Crumbs From the Corner: Adventures in Woolgathering

Friday, February 1, 2008

Travelling Light



"I am a believer in punctuality though it makes me very lonely."
-E. V. Verrall

It was rush hour in Dublin, Ireland. People were scampering here and there to catch their trains and ride back home. I have personally seen that station at 5 PM and it is not a pleasant sight. Oh, the thundering elephants and cacophony of footsteps all hurrying to get the best seat or, oftentimes, standing room if they are lucky!
One such train was standing on the track and murmuring for the signal to depart. A woman who happened to be visually impaired was given the benefit of boarding first and she was assisted onto the carriage by a station worker. All was well and the lady took her seat.

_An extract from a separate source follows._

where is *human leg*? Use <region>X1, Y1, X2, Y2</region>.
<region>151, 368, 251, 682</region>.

300 individuals were in line behind this traveller and behind a barrier that prevented spillage onto the platform. They watched, aghast, as the whistle blew, the doors closed and the train, absurdly, began to pull gently out of the station.
The lone rider coasted along for 120 miles, all the way to Limerick City without a single fellow passenger for company.

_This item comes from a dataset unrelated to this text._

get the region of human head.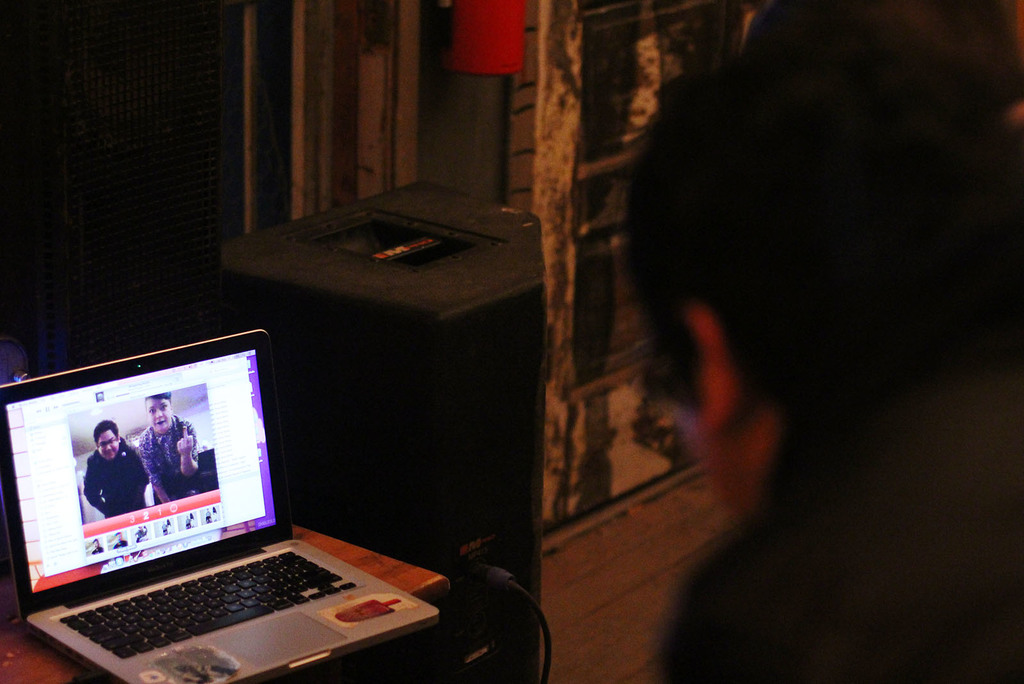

It seems that the station master understood the mistake immediately and alerted the driver; the latter, however, preferred to continue as reversing even a few feet would have cost too much time and money.

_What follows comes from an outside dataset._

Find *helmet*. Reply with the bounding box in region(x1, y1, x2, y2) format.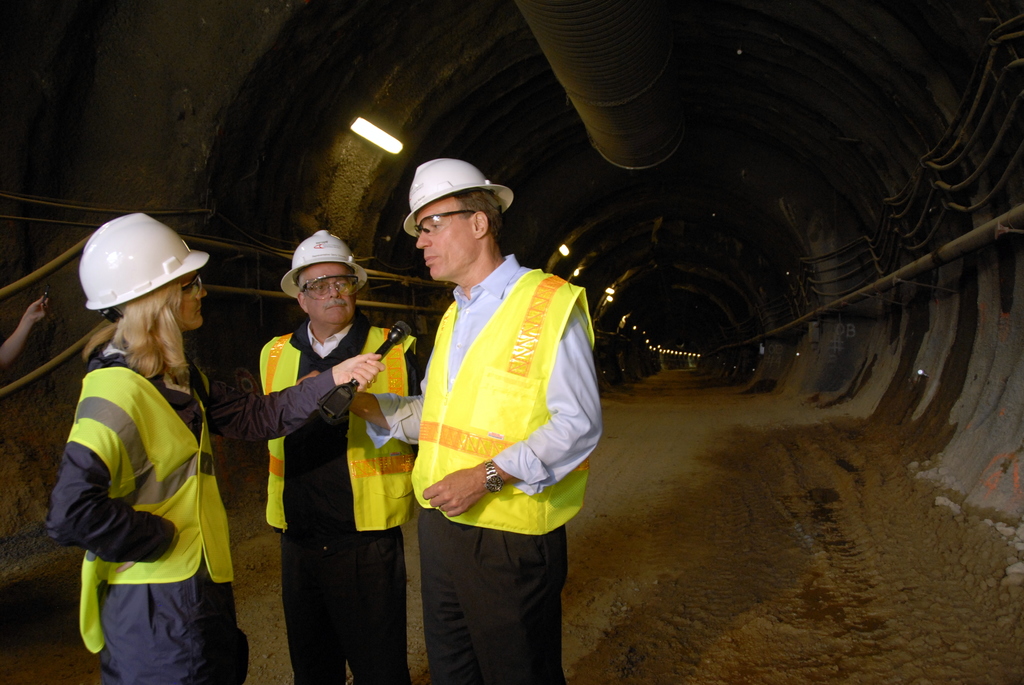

The dismayed non-passengers were promptly put onto a much more luxurious and more comfortable train to pacify the prospect of unrest. They were swiftly taken care of and as far as I know were not inconvenienced too badly.
I fell upon this story in my local newspaper this afternoon. I cannot, try as I might, get the image from my mind of a solitary soul trundling along all by herself. Did she wonder, as she sat among the unaccustomed silence, if perhaps her hearing was faulty too? It must have been a mighty picture from afar to see the engine roll by with one lonely head framed in a single window of an extensively long train.
I am all for punctuality and do take it to the extreme on occasion. This tale, however, is devoid of all logic. And yet, it does have one thing that is sorely lacking in most items that one finds in the newspaper: not a soul was hurt in the incident and I emerged from reading it in superlatively fine spirits having just been provided the best laugh I have had in an alarmingly long time.